Magnificent Seven
There are two kinds of people in the world
universe of Magnificent Seven. There are breeders (the
townspeople) and there are livers (those like the seven). The breeders
don't quite exist for themselves but are valuable as part of a
continuum. The reason they are to be protected isn't because there is
value to each of their individual lives -- nothing about them
is intrinsically worth exploring: there is nothing but the mundane in
all their "art" of making and selling -- but more because somehow
there's a sense that if their flow is squelched, if one generation of them
becomes barren, the human line dies, and it'd be a failed cowboy who saw the
herd about him go to waste. So if you're not a breeder but rather a liver,
someone who you don't look at and see their parents nor any potential children,
but rather someone who lives large on their own within his/her own time, it's
important to keep the herd intact. You have the pleasure as you go about life
in a loose and uninhibited way of knowing also that you're guardians of
something in sum quite epic: the long swath of time and the miracle of constant
cellular rebirth of Life. It's a bit like knowing you're not just one equal to
the rolling hills, sunsets, and great stakes of trees, but the genesis in the
torrenting rivers as well. How do you like them apples.
Cognitively, then, we sense that the difference
between the villain and the heroes in this film is that the villain has erred
in misconstruing lesser people who nevertheless constitute the human background
for heroes to lean on when they will -- and definitely to effortlessly shine
amongst! -- for worthless miscreants to be wiped off the earth. Admit it,
he declares, we're better off with just plain dirt. We should see through
you as you clutch desperately to your kids (each and every one
of you, always clutching your quaking, quivering kids!), cleverly trying to
intimate that your slaughter would breach some kind of cosmically mandated
decorum and/or a loss of a metaphysically necessary category, and thus be both
daring the gods and risking a complete loss of psychic equilibrium. Nonsense!
You're parasites skilled only at poisoning the minds of hosts into thinking
they're necessary! They are not so much opposite to one another, as
rather that one has simply portioned even less worth to a category of people
the other still holds low as well.
One side would kill them all willy-nilly if they
don't take up the measly few dollars offered them for their property. The other
would poke fun at them, with their inclination to hide and their measly
ability to defend themselves, but hold back at hinting that they might be in
fact be worthless. In this film, the villain stakes out turf the
heroes' attitudes do beckon at: maybe we should take a try at not
caring for these people at all and simply defend their lives for the delight of
constant effective responsiveness in a volatile and dangerous apocalyptic
shootout. The emergence of the gatling gun at the end, not cause for
dismay, even as it would mow down most of the remaining townspeople and
leave the barest speck of human crop -- and ostensibly a mute point to their
whole effort: with only a few of them left, they'd surely have been better off
all moving elsewhere -- but for jubilation, as it'll gift an avenue for a great
poetic finish for one of the seven.
For
perhaps if one of the Valkyrie angels sees your brave finish and
lifts you up to be a hero in an afterlife realm... if another proud vista
before you opens up, what matters if the one behind gone dirt?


### Exercise description
An exact reprint of every record below is required, with the pictures left out.

### Given information

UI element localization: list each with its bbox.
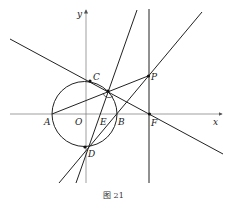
geometry-figure: y x O A E B F C P D 图 21 [0, 0, 230, 206]
line-de [76, 10, 137, 183]
line-ap [52, 76, 148, 114]
point-d-dot [83, 145, 86, 148]
label-x-axis: x [213, 117, 218, 127]
figure-caption: 图 21 [103, 191, 124, 200]
label-c: C [93, 72, 100, 82]
line-cf [10, 39, 223, 154]
label-o: O [75, 117, 83, 127]
point-intersection-dot [106, 89, 109, 92]
label-b: B [117, 117, 125, 127]
point-f-dot [148, 112, 151, 115]
label-a: A [43, 117, 51, 127]
label-y-axis: y [76, 9, 83, 19]
line-dp [59, 12, 202, 183]
point-c-dot [88, 79, 91, 82]
label-p: P [150, 72, 158, 82]
label-d: D [87, 149, 95, 159]
label-f: F [150, 118, 158, 128]
label-e: E [99, 117, 107, 127]
point-p-dot [147, 74, 150, 77]
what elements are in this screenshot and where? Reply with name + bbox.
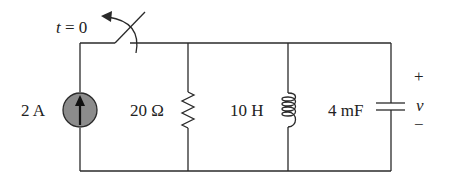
capacitor-label: 4 mF	[328, 101, 363, 120]
inductor-label: 10 H	[230, 101, 264, 120]
resistor-zigzag	[182, 92, 194, 128]
switch-arrow-head-icon	[101, 11, 112, 22]
switch: t = 0	[56, 11, 145, 53]
voltage-polarity: + v −	[414, 67, 424, 134]
current-source: 2 A	[21, 93, 97, 127]
switch-label: t = 0	[56, 18, 87, 37]
inductor-coil	[282, 93, 296, 127]
resistor: 20 Ω	[130, 92, 194, 128]
source-label: 2 A	[21, 101, 46, 120]
voltage-symbol: v	[416, 96, 424, 115]
switch-blade	[115, 12, 145, 43]
inductor: 10 H	[230, 93, 296, 127]
capacitor: 4 mF	[328, 101, 405, 120]
voltage-minus: −	[414, 115, 424, 134]
resistor-label: 20 Ω	[130, 101, 164, 120]
voltage-plus: +	[414, 67, 424, 86]
circuit-diagram: t = 0 2 A 20 Ω 10 H 4 mF + v −	[0, 0, 452, 187]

### Written answer
UI element localization: list each with its bbox.
geometry-figure: y x O A E B F C P D 图 21 [0, 0, 230, 206]
line-de [76, 10, 137, 183]
line-ap [52, 76, 148, 114]
point-d-dot [83, 145, 86, 148]
label-x-axis: x [213, 117, 218, 127]
figure-caption: 图 21 [103, 191, 124, 200]
label-c: C [93, 72, 100, 82]
line-cf [10, 39, 223, 154]
label-o: O [75, 117, 83, 127]
point-intersection-dot [106, 89, 109, 92]
label-b: B [117, 117, 125, 127]
point-f-dot [148, 112, 151, 115]
label-a: A [43, 117, 51, 127]
label-y-axis: y [76, 9, 83, 19]
line-dp [59, 12, 202, 183]
point-c-dot [88, 79, 91, 82]
label-p: P [150, 72, 158, 82]
label-d: D [87, 149, 95, 159]
label-f: F [150, 118, 158, 128]
label-e: E [99, 117, 107, 127]
point-p-dot [147, 74, 150, 77]
what elements are in this screenshot and where? Reply with name + bbox.
capacitor-label: 4 mF	[328, 101, 363, 120]
inductor-label: 10 H	[230, 101, 264, 120]
resistor-zigzag	[182, 92, 194, 128]
switch-arrow-head-icon	[101, 11, 112, 22]
switch: t = 0	[56, 11, 145, 53]
voltage-polarity: + v −	[414, 67, 424, 134]
current-source: 2 A	[21, 93, 97, 127]
switch-label: t = 0	[56, 18, 87, 37]
inductor-coil	[282, 93, 296, 127]
resistor: 20 Ω	[130, 92, 194, 128]
source-label: 2 A	[21, 101, 46, 120]
voltage-symbol: v	[416, 96, 424, 115]
switch-blade	[115, 12, 145, 43]
inductor: 10 H	[230, 93, 296, 127]
capacitor: 4 mF	[328, 101, 405, 120]
voltage-minus: −	[414, 115, 424, 134]
resistor-label: 20 Ω	[130, 101, 164, 120]
voltage-plus: +	[414, 67, 424, 86]
circuit-diagram: t = 0 2 A 20 Ω 10 H 4 mF + v −	[0, 0, 452, 187]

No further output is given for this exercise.